“What’s the matter, coffee no good?” he queried solicitously. She was a good, steady, nearly everynight customer, and he didn’t want her to be displeased.
“It’s not the coffee that’s the matter, it’s something else that’s the matter,” she answered gloomily. “I was just thinking to myself, that’s all.”
He shrugged and spread his hands out, much as to say: Well, we each have a right to our own problems, after all.
She got up and went over to the door, and looked around from there, before stepping outside. Gone. There was no sign of him. Or more likely he was covered up in some doorway, and she couldn’t distinguish him from here.
There was very little distance left to cover now, but she liked this last lap least of all. On the bus, there were people. In the eating-place, there was the proprietor. But the street was not an overly populous one, and this last had to be made all by herself, strictly on her own.
She almost ran the final few yards until she got safely to her own door. She blew a breath of relief. “Made it once more,” was the thought in her mind. And the inevitable corrollary to it was, but some night I won’t. The pitcher goes to the well once too often.
One foot safely within the open door, she leaned back far enough to turn her head and scan the street, down along the way she had just come from. Nothing, no one. But in a black door-embrasure a few houses down she thought she saw a wavy line that ran up and down one side of it, instead of being clear-cut and straight-edged like the other side was. That must be him, right there. She didn’t hang back to investigate. The door closed after her, and the street kept what it knew to itself.
Winded from the long climb, it was a walk-up of course, she let herself into her own individual flat, and went over to the window to investigate before putting on the lights. She’d been doing this for the last few nights, now. She didn’t need the lights to guide her, she knew the place so well, where everything was and how to go around it to avoid it.
The one thing he still might not know was which floor she was on and which window was hers, and she wanted to keep that final protective margin of error for as long as she could.
She went over to the side of the curtain and looked through from there, instead of dividing it in the middle, which might have been noticeable from the street.
She could see him down there, standing still down there. The olive topcoat stood out palely against the dinginess of the night. He wasn’t moving. Only one thing moved about him, and that moved while remaining in a still position. That is to say, it pulsed or throbbed; it glowed and dimmed and glowed again. It had a beat to it. The little ember-dab at the end of his immovable cigarette. There was something freezing and horrid about the way that nothing moved about him but that. It had in it a suggestion of leashed ferocity. Of hot-breathing, crouched bated-ness. Of a mauler snuffing and scenting its prey-to-be.

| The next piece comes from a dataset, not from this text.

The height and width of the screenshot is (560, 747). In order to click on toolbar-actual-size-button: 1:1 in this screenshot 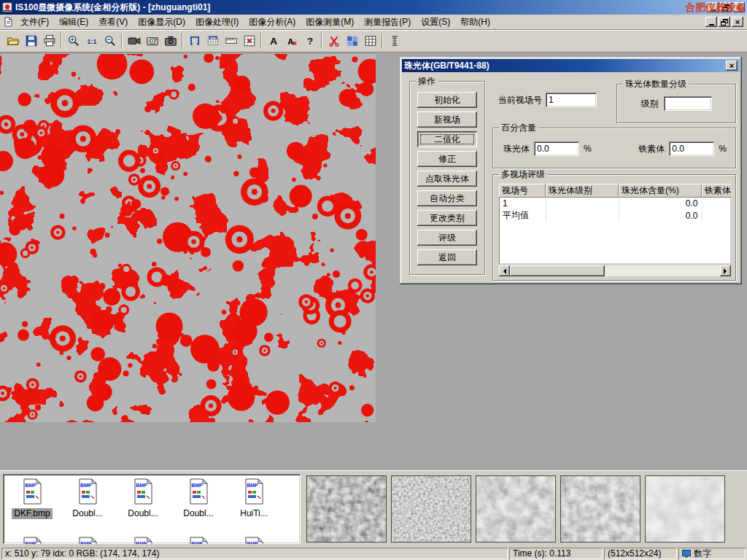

She put her hands up to the sides of her head and pressed them hard. She told herself: I’m walled-in here. If only there were another way out of here, a back way, a side way, any way at all. I’d like to run and run, and never stop. To the ends of the night. To the ends of the earth.
Then she said to herself: Stop thinking things like that. This is your place. You belong in it. Nobody has the right to drive you out of it. He can’t come in here. He can’t come any nearer than he is now.
She bunched a fist and pounded it down against the top of a chair-back in helpless remonstrance. Why couldn’t it have been any of the other girls I work with? Why did it just have to be me? That’s not a very charitable thought, I know, but being in a fix like this doesn’t give you time to be very charitable.
That’s not love, down there. It can’t be. Love sends you different kinds of messages. Love begins with talking first, with smiling. Love turns its face toward you, soft and shining, not hides it away from you. Love wants you to know it, not skulks in doorways in the dark.
It’s not just ordinary everyday sex, either.
No, this isn’t that, either. This is something clammier than that.
He’s sick inside his head. What else could he be but that? Some kind of a maniac. And if people like that once ever get their hands on you— She winced with superstitious horror.